Keir & Loathing: The sacking of Rebecca Long-Bailey and The Independent's idiocy
It's a mess, and Keir Starmer and The Independent don't come out of it well.
A Labour shadow cabinet member was fired yesterday for… retweeting an interview with a famous actor that appeared in a national newspaper. On the face of things that’s mind-boggling. But the story hit on the great shame of the modern Labour Party — antisemitism.
The interview, published by The Independent, with Maxine Peake included this section:
Systemic racism is a global issue,” she adds. “The tactics used by the police in America, kneeling on George Floyd’s neck, that was learnt from seminars with Israeli secret services.” (A spokesperson for the Israeli police has denied this, stating that “there is no tactic or protocol that calls to put pressure on the neck or airway”.)
In the original version of the article, this section originally contained a link to an Amnesty International article that discussed US police departments training in Israel. That link was later removed without any note or clarification from The Independent.
The linking of Israel to George Floyd’s death was the element of Peake’s statements that was considered to be antisemitic -- effectively putting some of the blame for the man’s death on Jews. That position can be argued in both good and bad faith.
Certainly, I believe Maxine Peake overreached in her claims. What is true is that US police officers do train in Israel. That is a fact. How you analyse that fact is where difficulties arise.
The article — including the passage I quoted above and the Amnesty International link — was retweeted by Rebecca Long-Bailey (RLB), then Labour’s Shadow Secretary of State for Education:
This immediately caused a wave of angry responses from people who believed — sometimes in good faith, sometimes in bad faith — that she had endorsed an antisemitic conspiracy theory.
Two hours later, RLB issued a clarification, which it was subsequently revealed had been agreed with the Leader of the Opposition, Keir Starmer:
This clarification was not enough for many people… including Keir Starmer, who had agreed on the wording of the clarification with his colleague!
Three hours later, RLB was fired.
Starmer’s statement baldly argued that he had asked RLB to step down for “sharing an antisemitic conspiracy theory.” There was no nuance, no mention of the Amnesty International link, and — this is where it gets interesting for me as a writer of a media criticism newsletter — no mention that the source of the interview was The Independent.
The Independent’s own news story on RLB’s sacking didn’t name the source of the interview she shared, pretending that it was not part of the story. The clarification appended to the interview contained no timestamp -- making it hard to know how long after RLB shared the interview that it was added -- and it made no reference to removing the Amnesty International link.
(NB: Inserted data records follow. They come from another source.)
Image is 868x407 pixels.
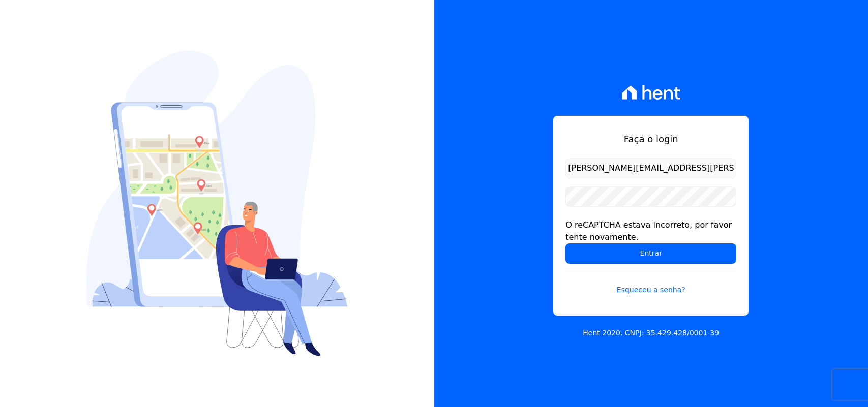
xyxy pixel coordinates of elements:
img: Login [87,51,347,356]
input: Entrar [565,243,736,263]
h1: Faça o login [565,132,736,146]
div: O reCAPTCHA estava incorreto, por favor tente novamente. [565,219,736,243]
input: Email [565,158,736,178]
p: Hent 2020. CNPJ: 35.429.428/0001-39 [582,328,719,339]
a: Esqueceu a senha? [565,272,736,295]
Other publications and broadcasters followed suit in not naming the publication that RLB shared. They simply said she had “shared an antisemitic conspiracy theory”. This is a classic example of the media circling the wagons — keeping another paper out of the conversation and focusing the fire on two women: RLB and Maxine Peake.
This is also an important example of how clarifications should work. When clarifications are added they should be timestamped and they should include and note all changes made to an article.
Clarifications should be done as a matter of course whenever an article is changed after publication, not just when there’s attention on a story. What publications do when they’re not under close scrutiny is as important as when they’re in the middle of a storm. Here’s a good column from back when The Guardian had a readers’ editor.
RLB issued a thread of tweets following her sacking that is worth reading:
Keir Starmer was interviewed on BBC News to explain his thinking. I think he’s cowardly and used this as an opportunity to remove a rival from another wing of the party. He also managed to kick a story about government corruption from the top of the headlines — the Robert Jenrick/Richard Desmond scandal — where he and his top team refused to demand Jenrick’s sacking or resignation.
Maxine Peake has corrected the claims she made. Her clarification was clearer and more direct than anything the media or The Independent specifically has said:
Thanks for reading. See you tomorrow.
Update (added at 15.11 on Friday, 26 June 2020): The Huffington Post’s Paul Waugh published a tick-tock of the events before, during, and after RLB’s sacking. I hadn’t read it when I wrote the post above and it doesn’t materially change my arguments. However, do read it as Paul suggests there was some different timings/motivations at work than might have been apparent from the public statements.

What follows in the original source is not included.